The closing “Önskestenen,” meaning “the wishing stone,” is the album’s longest piece and its strangest exit. After ten English-titled attacks, the Swedish word restores the group’s origin while introducing an object associated with desire, folklore and transformation. The song has more room to stretch, allowing the electronic side of Black Bug to gather around the rhythm instead of being forced immediately toward conclusion. Ending with a wish is unexpectedly tender, though the surrounding sound makes it impossible to know what has been requested or what price fulfillment might carry.
The album’s compact form is one of its greatest strengths. Eleven tracks pass before repetition can become formula, yet the sequence displays more range than its abrasive surface suggests. Skate-punk velocity, garage fuzz, minimal synth, post-punk distance and soundtrack unease occupy the same recording without being politely separated. Black Bug’s achievement is not fusion for its own sake. The band recognizes that these languages share a fascination with reduction: a hard beat, a repeated signal, a voice stripped of comfort and a few notes capable of reorganizing the room.
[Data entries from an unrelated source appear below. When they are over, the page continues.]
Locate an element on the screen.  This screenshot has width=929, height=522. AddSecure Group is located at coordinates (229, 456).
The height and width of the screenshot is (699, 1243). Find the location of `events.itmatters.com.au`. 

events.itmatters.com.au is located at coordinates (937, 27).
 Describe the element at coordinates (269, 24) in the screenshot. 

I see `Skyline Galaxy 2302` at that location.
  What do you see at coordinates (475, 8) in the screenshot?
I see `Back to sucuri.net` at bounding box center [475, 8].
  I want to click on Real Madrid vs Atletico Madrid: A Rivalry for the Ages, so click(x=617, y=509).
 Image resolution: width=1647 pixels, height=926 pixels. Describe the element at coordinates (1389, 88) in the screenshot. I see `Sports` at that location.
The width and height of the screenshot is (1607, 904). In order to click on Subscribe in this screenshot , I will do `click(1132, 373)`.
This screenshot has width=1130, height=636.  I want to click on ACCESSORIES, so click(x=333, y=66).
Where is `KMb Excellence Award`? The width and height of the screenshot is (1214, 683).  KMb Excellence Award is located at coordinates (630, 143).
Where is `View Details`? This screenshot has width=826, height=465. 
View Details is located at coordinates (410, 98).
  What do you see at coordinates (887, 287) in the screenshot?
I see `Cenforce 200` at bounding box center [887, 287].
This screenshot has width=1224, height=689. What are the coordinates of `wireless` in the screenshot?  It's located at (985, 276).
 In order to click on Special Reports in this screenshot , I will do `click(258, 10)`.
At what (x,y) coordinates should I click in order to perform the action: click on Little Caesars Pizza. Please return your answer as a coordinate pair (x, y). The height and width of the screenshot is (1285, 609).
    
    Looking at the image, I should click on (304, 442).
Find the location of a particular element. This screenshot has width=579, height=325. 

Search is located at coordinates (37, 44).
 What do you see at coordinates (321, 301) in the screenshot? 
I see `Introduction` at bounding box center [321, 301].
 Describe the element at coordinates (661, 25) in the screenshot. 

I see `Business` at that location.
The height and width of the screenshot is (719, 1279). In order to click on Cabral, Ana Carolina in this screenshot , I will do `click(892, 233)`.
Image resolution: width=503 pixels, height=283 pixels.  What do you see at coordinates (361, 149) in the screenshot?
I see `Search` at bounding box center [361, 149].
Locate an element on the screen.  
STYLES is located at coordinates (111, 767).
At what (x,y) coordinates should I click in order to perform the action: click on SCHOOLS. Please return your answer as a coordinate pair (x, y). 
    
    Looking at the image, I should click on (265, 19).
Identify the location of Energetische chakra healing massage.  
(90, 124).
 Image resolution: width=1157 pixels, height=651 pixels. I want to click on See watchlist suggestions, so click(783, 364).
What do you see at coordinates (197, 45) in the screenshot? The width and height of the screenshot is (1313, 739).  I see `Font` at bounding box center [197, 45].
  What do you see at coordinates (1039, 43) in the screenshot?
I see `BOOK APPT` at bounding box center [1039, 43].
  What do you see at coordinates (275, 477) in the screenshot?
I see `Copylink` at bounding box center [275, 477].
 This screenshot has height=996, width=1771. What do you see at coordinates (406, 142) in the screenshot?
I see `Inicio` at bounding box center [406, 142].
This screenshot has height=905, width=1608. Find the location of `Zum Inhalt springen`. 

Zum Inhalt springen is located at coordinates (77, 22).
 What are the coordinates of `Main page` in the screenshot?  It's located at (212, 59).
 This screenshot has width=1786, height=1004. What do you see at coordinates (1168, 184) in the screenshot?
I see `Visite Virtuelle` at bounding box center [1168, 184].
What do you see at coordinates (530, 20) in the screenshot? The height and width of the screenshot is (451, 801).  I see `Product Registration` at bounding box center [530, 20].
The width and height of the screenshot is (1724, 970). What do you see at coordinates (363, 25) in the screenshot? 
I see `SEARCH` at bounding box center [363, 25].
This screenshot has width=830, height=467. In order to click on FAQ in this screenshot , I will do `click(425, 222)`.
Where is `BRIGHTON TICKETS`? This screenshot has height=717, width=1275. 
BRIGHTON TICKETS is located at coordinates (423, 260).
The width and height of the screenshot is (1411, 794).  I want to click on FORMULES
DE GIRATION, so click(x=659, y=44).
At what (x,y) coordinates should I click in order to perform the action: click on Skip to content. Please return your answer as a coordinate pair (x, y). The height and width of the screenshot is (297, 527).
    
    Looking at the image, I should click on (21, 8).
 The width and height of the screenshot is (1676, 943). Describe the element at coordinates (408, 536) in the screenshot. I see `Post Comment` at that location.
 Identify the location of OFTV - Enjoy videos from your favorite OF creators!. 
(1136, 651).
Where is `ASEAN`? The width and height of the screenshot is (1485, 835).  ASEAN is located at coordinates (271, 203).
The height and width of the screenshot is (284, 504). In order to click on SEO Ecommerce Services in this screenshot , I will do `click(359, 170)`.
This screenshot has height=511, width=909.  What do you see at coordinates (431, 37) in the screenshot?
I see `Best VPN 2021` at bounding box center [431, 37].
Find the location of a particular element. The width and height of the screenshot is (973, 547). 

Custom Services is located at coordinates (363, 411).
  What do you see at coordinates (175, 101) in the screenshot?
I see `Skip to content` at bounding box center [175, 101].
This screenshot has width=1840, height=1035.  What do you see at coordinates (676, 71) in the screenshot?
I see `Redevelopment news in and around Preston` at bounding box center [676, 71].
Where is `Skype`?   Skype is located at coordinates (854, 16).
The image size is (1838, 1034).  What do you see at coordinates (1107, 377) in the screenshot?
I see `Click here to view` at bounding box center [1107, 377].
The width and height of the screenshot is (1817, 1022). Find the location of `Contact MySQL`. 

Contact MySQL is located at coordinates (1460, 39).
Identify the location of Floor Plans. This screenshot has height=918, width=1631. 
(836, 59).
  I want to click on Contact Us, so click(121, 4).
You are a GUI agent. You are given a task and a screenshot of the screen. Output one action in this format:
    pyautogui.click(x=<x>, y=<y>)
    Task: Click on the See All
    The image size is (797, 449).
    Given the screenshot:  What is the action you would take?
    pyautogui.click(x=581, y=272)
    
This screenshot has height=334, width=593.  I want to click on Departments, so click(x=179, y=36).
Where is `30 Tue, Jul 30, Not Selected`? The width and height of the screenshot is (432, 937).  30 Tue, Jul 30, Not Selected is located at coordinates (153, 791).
More than a decade later, the record retains its force because its idea of the future was never dependent upon fashionable technology. Black Bug’s future is built from machines already becoming obsolete, which makes it perpetually available. Surveillance, screens, distorted communication and bodies attempting to retain urgency inside electronic systems have only become more familiar. Reflecting the Light does not predict that condition from a clean laboratory. It reports from inside the faulty wiring, delivering eleven brief signals before somebody cuts the power.